The core principle is one sentence: every step must introduce new information. If two steps are just the same model thinking about the same material again, I tend to cut one.

The same applies to multi-agent parallelism. DeepMind’s orchestration scaling study is useful here: tasks that can be split in parallel can gain 80.9%, while serial-reasoning tasks can drop 39% to 70%. Communication cost also grows exponentially around 1.7x. Plainly, after you add more agents, they often stop doing work and start waiting for each other, then spend time explaining and verifying.

Do not open too many agents. Three to four is roughly the upper bound. Beyond that, token consumption easily grows to about 3.5x a single-agent flow. Parallelism is worth it only when modules can genuinely be split independently. Otherwise, a short flow with high independence is usually more stable.

Models will keep improving, and the specific numbers in 2024-2026 research will probably be rewritten. Blind-spot rates will fall, review tools will improve, and spec generation will likely become much better.

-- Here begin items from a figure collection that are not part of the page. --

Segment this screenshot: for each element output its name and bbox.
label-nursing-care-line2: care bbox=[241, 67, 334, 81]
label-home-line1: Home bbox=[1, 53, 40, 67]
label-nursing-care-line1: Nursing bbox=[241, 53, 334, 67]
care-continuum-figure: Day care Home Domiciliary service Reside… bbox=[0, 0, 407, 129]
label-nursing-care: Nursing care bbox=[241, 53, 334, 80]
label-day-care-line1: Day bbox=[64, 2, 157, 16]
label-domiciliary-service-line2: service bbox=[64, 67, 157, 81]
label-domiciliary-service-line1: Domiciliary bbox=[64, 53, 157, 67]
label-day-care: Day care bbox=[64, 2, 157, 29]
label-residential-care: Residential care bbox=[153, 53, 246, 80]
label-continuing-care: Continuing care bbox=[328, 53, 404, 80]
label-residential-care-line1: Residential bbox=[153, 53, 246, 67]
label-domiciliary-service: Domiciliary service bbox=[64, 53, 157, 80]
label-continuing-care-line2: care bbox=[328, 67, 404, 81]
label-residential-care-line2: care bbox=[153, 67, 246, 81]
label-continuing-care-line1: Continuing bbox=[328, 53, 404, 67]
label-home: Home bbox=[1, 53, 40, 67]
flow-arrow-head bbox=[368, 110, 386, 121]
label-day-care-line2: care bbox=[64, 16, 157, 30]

Several lower-level principles should hold for longer: review needs an independent view, spec quality sets the ceiling, and after a certain point iteration is usually empty motion. Today’s self-review blind-spot rate is still around the 64.5% order of magnitude. As models improve, that number should fall. How low it must get before self-review deserves to return to the main path remains an open question.

Further Reading

GitHub: https://github.com/p3nchan/orchestration-playbook

Penchan’s Take

The real OpenClaw setup is Opus / Sonnet / ChatGPT as three agents, and this Challenge → cross-family review → spec-driven workflow grew out of that. The biggest lesson: send an Opus-written spec to Codex to pick holes, then let Sonnet review the implementation. Blind spots are found much more often by another model family than by same-family self-review. Thin spec, evidence-backed challenge, and reviewer family switch: all three need to happen together for the flow to become stable.

FAQ

Q: Why is AI self-review unreliable?

Research has found a 64.5% blind-spot rate when AI models review their own output, and models can be about 5 times more forgiving of their own work. That means when the same model writes and reviews, most issues are invisible to it. The practical fix is to review with a different model family.

Q: What is a Challenge Loop?

A Challenge Loop is an adversarial review process: one agent produces work, another agent tries to find problems, but every challenge must include testable evidence. Criticism without evidence does not count. Research and practice both show this catches more real problems than generic review.

Q: Why is spec quality more important than adding more review rounds?

Research shows that improving spec quality can raise code correctness by 13.87%, better than simply adding another review round. If the spec is vague, the reviewer and coder share the same misunderstanding, and extra reviews still will not find it.